Huh – Having run a national Effies programme and judged at global Effie Awards, I can say with a reasonable degree of confidence that Effies are not scammable. You have to provide real market data and verifiable results. The judges (many of whom are clients) tend to tear dodgy case entries to shreds.
Speaking of scam – how much of our local award show was filled with stuff ‘obviously designed to win awards’?
I don’t think suit tailors or dog rescue homes have ever had it so good, which is why we should promote scam, for the 80 odd people who watched a video through a pair of special glasses.
And they awarded that over real work for banks, telcos and train lines.
Judge not, lest ye be judged…
Real work or scam ads…what’s the difference if it doesn’t win in any shows?
I’m very sure that most people in the industry who moan and bitch about scam ads have done scam ads before. Only difference is they haven’t won in any significant award shows, in doing so.
And I can bet my last dollar that these people haven’t won’t anything worthwhile with their real work either. Maybe the reason for not winning is because these people are just not very good creatives.
And I’ve never heard of anyone who wins with real work bitching about others winning with their scams. Again, only those who never win do the bitching.
A bad ad is a bad ad… doesn’t matter if it’s real or a scam.
Anyone who can seriously defend scams is clearly a junior, or has the immaturity of a junior or never has been taken seriously enough to take on a grown up management role in an agency.
Clue: Your title may say Chief-whatever but that doesn’t mean you have the same clout as the CFO or CEO.

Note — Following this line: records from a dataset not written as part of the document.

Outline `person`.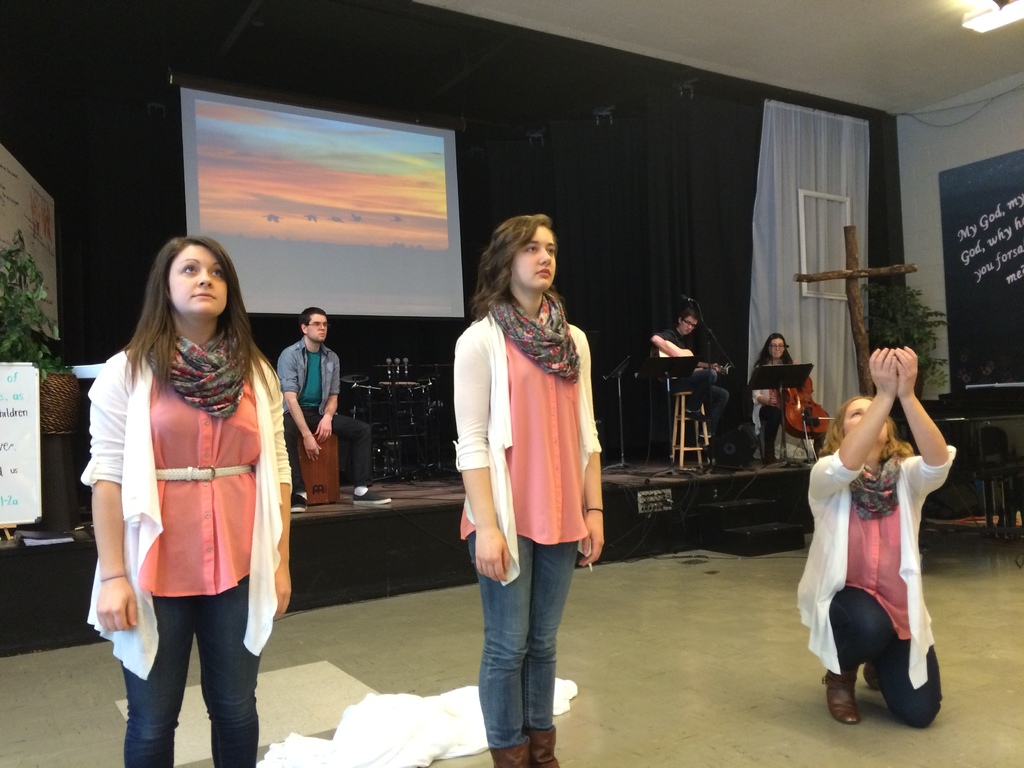
Outline: [749,331,803,467].
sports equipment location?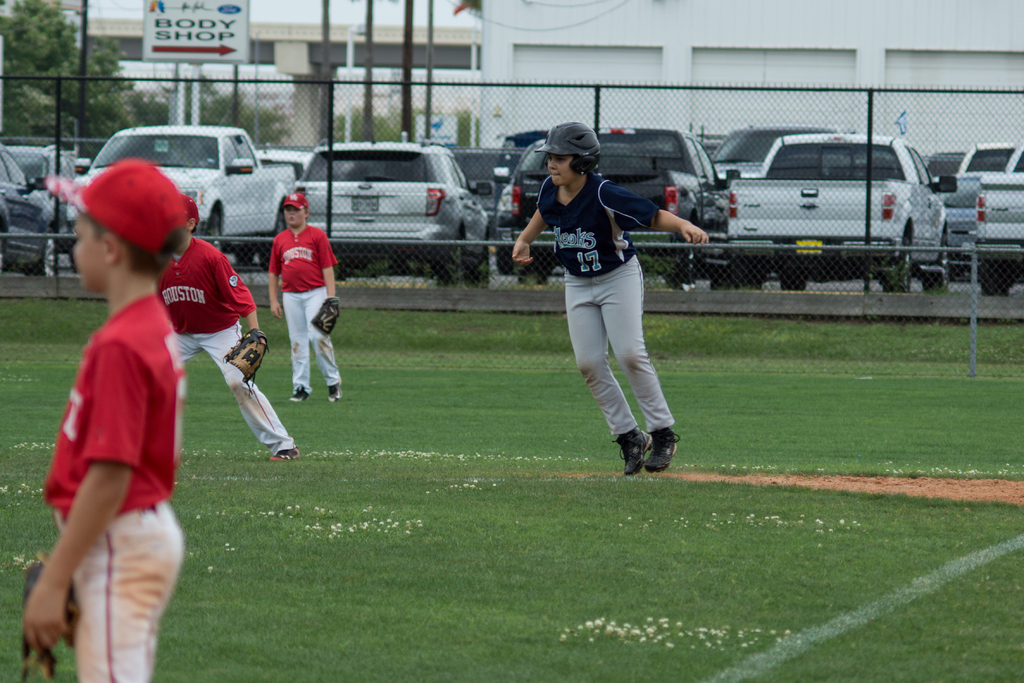
[310,293,341,337]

Look at your self in the mirror scammers.
Truth hurts, don’t it.
Has the relentless pursuit of awards improved REAL creative work? Just switch on the TV or flip open the papers and you’ll have the answer, wherever you are.
Real creative work takes the talents of an entire agency, cements relationships and makes money for everyone. Scam work takes one guy dreaming up some bizarre stuff that will do nothing except maybe for his career.
I can’t put it more simply.
Many clients are now into awards the same (misguided) way agencies are. They demand awards via initiative work which they WILL sign off on, assuming they are not risky.
But then these same clients continue to put agencies in restraints on the day-to-day real work.
That, IMO, is why the creative work at the awards keeps improving, but 90% of the real work remained as boring as they were 20yrs ago.